Kinematic Analysis of Brittle Faulting in the Prince Rupert Area, Coast Mountains, British Columbia


My undergraduate thesis in geology at Carleton College (2001) involved measuring and analyzing a population of faults in the vicinity of Coast Shear Zone in western British Columbia. I computed P-T axes of the faults that had slip sense preserved by the slickensides on the surface. I also examined the associated fault rocks at multiple scales (outcrop, hand sample, thin section, SEM). My thesis was part of a Keck-sponsored project led by Cam Davidson, now at Carleton College.
Some of the analysis was incorporated into a paper published inGeology by Davidson, Davis, Bailey, Tape, Singleton, Singer (pdf).
A nice overview can be found in our 2001 GSA poster:left panel (15 MB), right panel (27 MB)
The thesis (PDF format) can be downloaded here:AbstractTable of ContentsThesis text onlyReferencesFull thesis (140 MB) (103 p.)
(The images are not well-compressed in the thesis; hence it is 140 MB, unfortunately.)

Other links:Carleton CollegeCarleton Geology DepartmentCarleton Physics Department
A beautiful fault rock from Prince Rupert area, British Columbia (Figure 19a of thesis).

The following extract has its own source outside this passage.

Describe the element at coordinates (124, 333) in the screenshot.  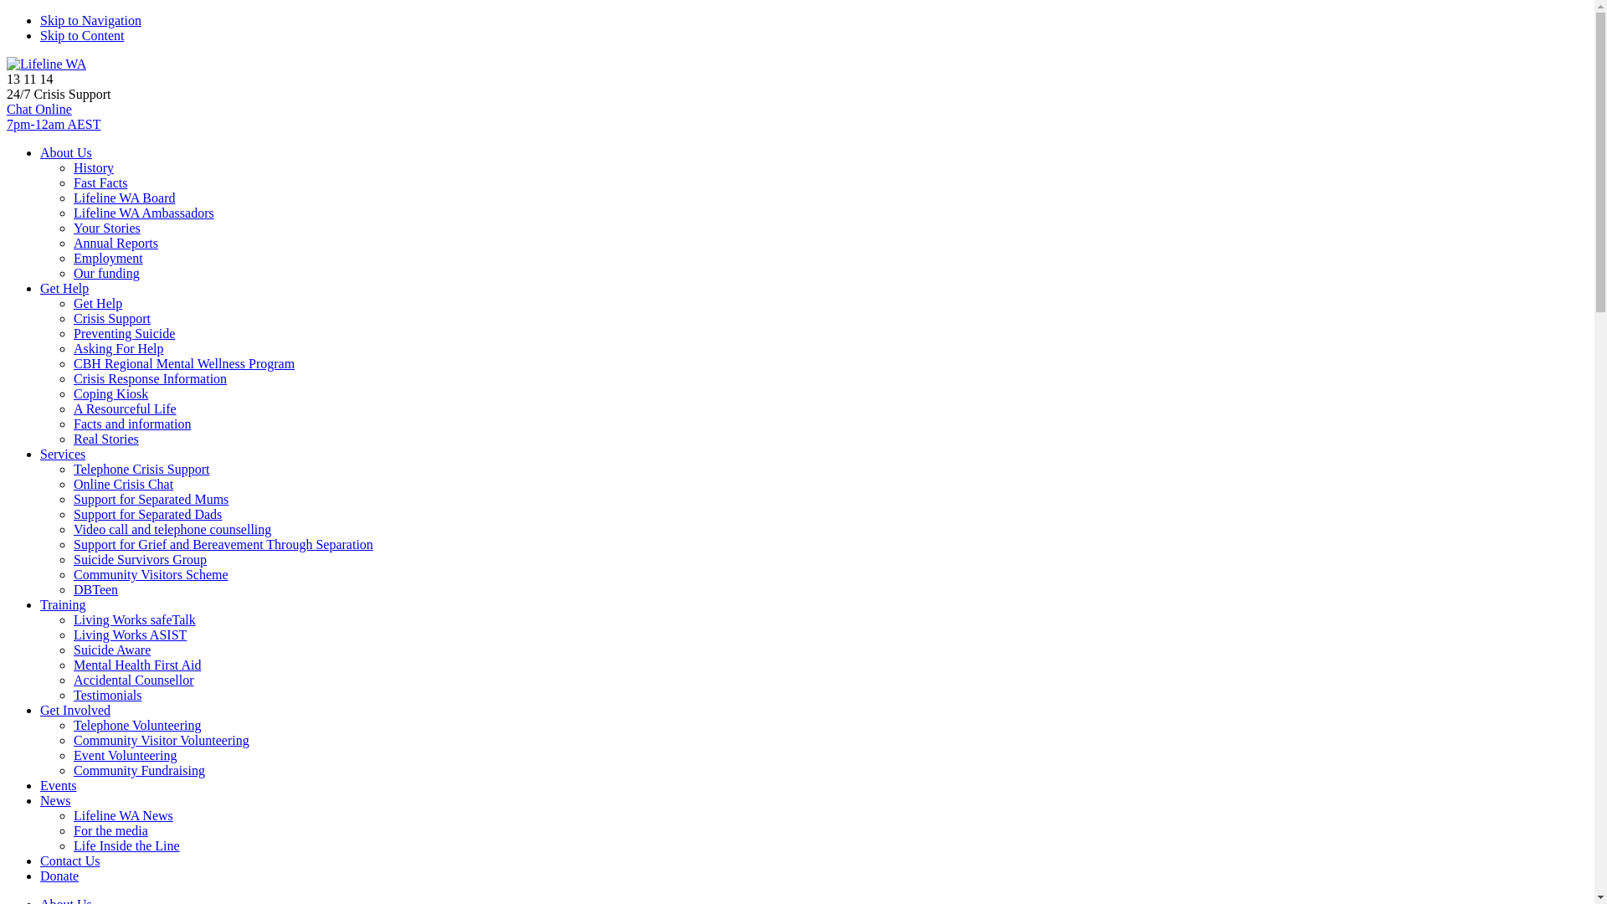
I see `Preventing Suicide` at that location.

Field area of study, western British Columbia (Figure 1 of thesis).The primary through-road runs along the Skeena River, running perpendicular to the terranes.
Three significant fault groups in the study region (modified Figure 38 from thesis). (pdf)
Synthesis of ductile and brittle deformation in the study area (pdf).(modified Figure 47b from my thesis and Figure 23 from our GSA poster)
The three colored boxes correspond to the fault sets plotted above. The indicated timing of the normal faulting (52 Ma) is somewhat later that what I proposed in my thesis (65 Ma), and somewhat earlier than what we proposed on our 2001 GSA poster (42 Ma). A key observation is the structural evidence of extensional collapse in the east region at 52 Ma (Hollister and Adronicos, EPSL, 2006). This is not listed in the plot above.
A kinematically compatible rock (Figure 41 of thesis).This rock has four distinct surfaces with sense-of-slip.For each face we can compute the P-T axes with respect to the foliation plane.In this case, all four sets of P-T axes cluster near the same area,suggesting that the slip on all four faces occurred under the same stress regime.